SALEM, Ore. (AP) - Gov. Kate Brown and Oregon’s two highest-ranking lawmakers say Democrats have conceded their months-long effort to convince at least two Republicans, one each in the House and Senate, to get on board with a scaled-back Measure 97 business tax that voters rejected last fall.
Brown’s joint statement with Senate President Peter Courtney and House Speaker Tina Kotek rattled the hallways of the Oregon Legislature Thursday, prompting a change of course for the remaining weeks of the 2017 session that still has key issues to address: K-12 education, long-term transportation package and balancing the 2017-19 budget.
“It has become clear that the Legislature will not have the necessary support to achieve structural revenue reforms this session,” they wrote. “Still, we have laid the groundwork for long-term reform to bring balance to our budget and tax system. As the Legislature closes out its business, we will also start planning the next steps to lead to success in the 2019 session.”
Lawmakers have less than three weeks left in the 2017 session, and gridlock between Democrats and Republicans over the business tax overhaul has been stalling progress on other issues.

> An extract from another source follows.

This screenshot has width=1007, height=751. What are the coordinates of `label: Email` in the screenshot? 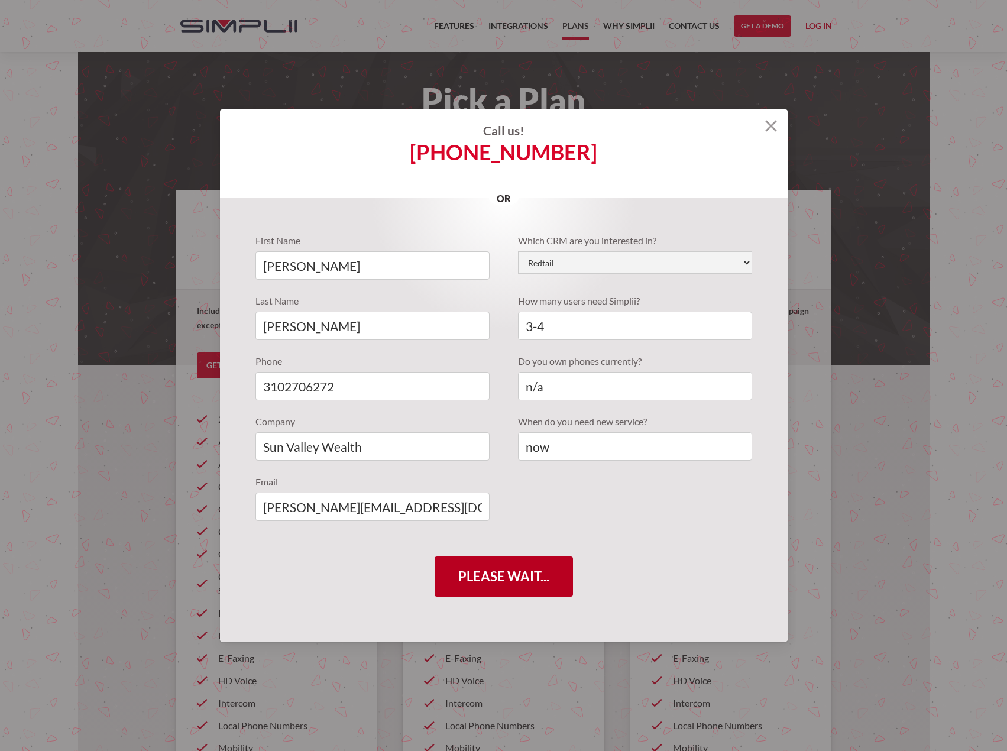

Wednesday’s passage of several health care-related bills, including a large “provider” tax for Medicaid, alleviated some tension by helping whittle down the upcoming budget deficit from $1.4 billion to roughly $500 million.
Brown said the $8 billion transportation infrastructure package is, contrary to recent rumors, “still alive at this point.” She said the statewide hiring freeze ending June 30 that she ordered earlier this year will be extended, although it’s unclear for how long, to help curb government costs.
She also explained the rationale behind postponing the tax reform debate to 2019 rather than 2018, an election year and when the session would last for only five weeks.
“It takes a full legislative session to vet structural changes to Oregon’s revenue situation, I think I would’ve liked to have a process leading up to that,” she said. “Ballot Measure 97 and the battle over that prohibited that table or that level of collaboration.”
The state’s teachers union, the Oregon Education Association, could outpace Brown’s plan in 2018 when it may go to the ballot with a scaled back version of Measure 97.
“Let’s be clear: our elected leaders and business community have failed our students,” OEA President Hanna Vaandering said in a statement. “There is ample time to raise the revenue needed to invest in our schools … but if they don’t, we plan to take this issue directly to the voters in 2018.”
On Monday, Democratic Sen. Mark Hass, who co-chairs the Tax Reform Committee, made a last-minute pitch to raise $500 million next biennium by raising the existing corporate income tax, rather than a so-called gross receipts tax that Measure 97 would’ve imposed. That plan appeared to have sway with some Republicans, but not House Democrats.
As of Wednesday, House Democrats moved a proposal out of committee to repeal a small business tax break that came out of former Gov. John Kitzhaber’s 2013 bipartisan “Grand Bargain,” which included major pension changes that were later overturned by the courts.
The House Democrat plan would raise about half as much money as Hass’s pitch. It also irked Republicans in both chambers, with Senate Republican Leader Ted Ferrioli calling the grand-bargain repeal a “heist.”
“The Senate will not permit the Speaker of the House to hold hostages, derail our bipartisan progress and jeopardize the credibility of the Legislature,” Ferrioli said. “The Measure 97 hidden sales tax was massively defeated and we will not pay the gross receipts tax ransom the Speaker is demanding.”
A final vote on an $8.2 billion K-12 funding package - the state’s biggest-ever and an 11 percent increase from the current budget cycle - is coming up Tuesday. The House was supposed to vote earlier this week, but Democrats delayed it in hopes of cobbling together another $200 million for schools.